Doctors, especially young doctors, are not the wildly greedy people you paint them to be. There are dozens of easier paths to riches these days than medicine and we all know it. My medical school is "cheap" and tuition + cost of living is ~$90k/year. Then, we have 3-7 years of residency before we start making the real money which is less than any generation of doctors in 100 years. I could become a senior software engineer at a Fortune 50 company in less time than it takes to graduate medical school and be better off financially than most doctors. Ask me how I know.
"But even a very small percentage of wildly greedy people can damage a system severely."

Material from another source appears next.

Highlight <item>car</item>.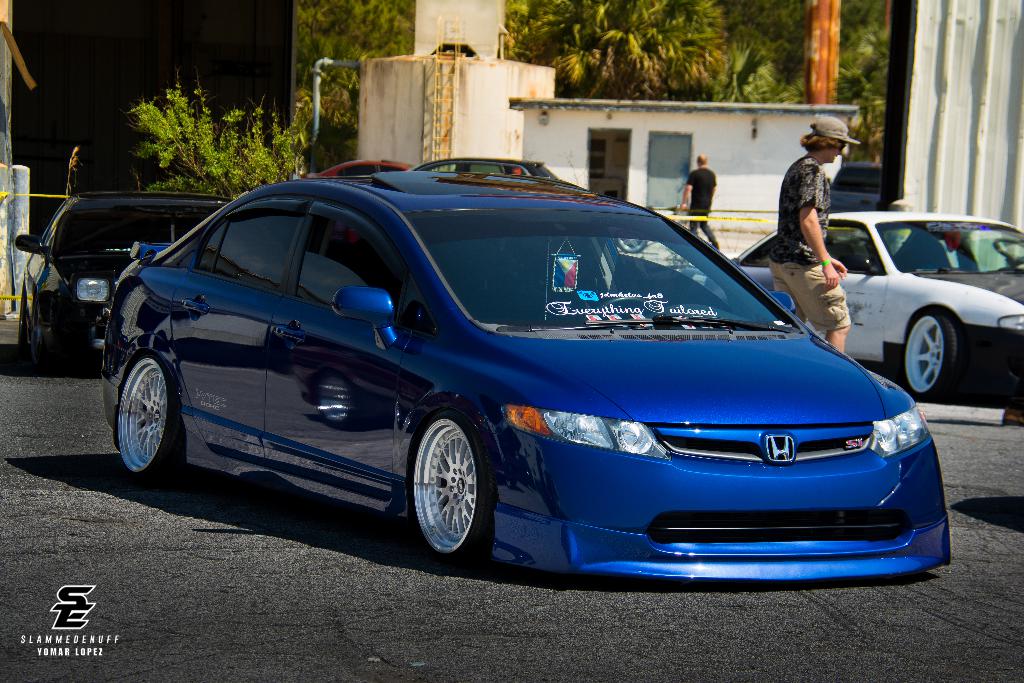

You are close to placing the blame in the correct place. My emergency department was just bought by a private equity group. There were 28 doctors. Most of whom worked there because they could spend adequate time with patients and work a reasonable schedule. After the PE company bought us, they mandated less of EVERY position from CNA to MD. The MD headcount is now 11, and the 17 physicians who are looking for jobs are having a tough time (relatively) because most other emergency departments in the area are also owned by PE firms who care about money over health outcomes. Those are the greedy people damaging the system you are looking for.
"But even a very small percentage of wildly greedy people can damage a system severely."

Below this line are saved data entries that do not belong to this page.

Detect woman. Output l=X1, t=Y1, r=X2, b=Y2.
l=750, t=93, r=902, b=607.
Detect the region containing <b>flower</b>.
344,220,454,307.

You are close to placing the blame in the correct place. My emergency department was just bought by a private equity group. There were 28 doctors. Most of whom worked there because they could spend adequate time with patients and work a reasonable schedule. After the PE company bought us, they mandated less of EVERY position from CNA to MD. The MD headcount is now 11, and the 17 physicians who are looking for jobs are having a tough time (relatively) because most other emergency departments in the area are also owned by PE firms who care about money over health outcomes. Those are the greedy people damaging the system you are looking for.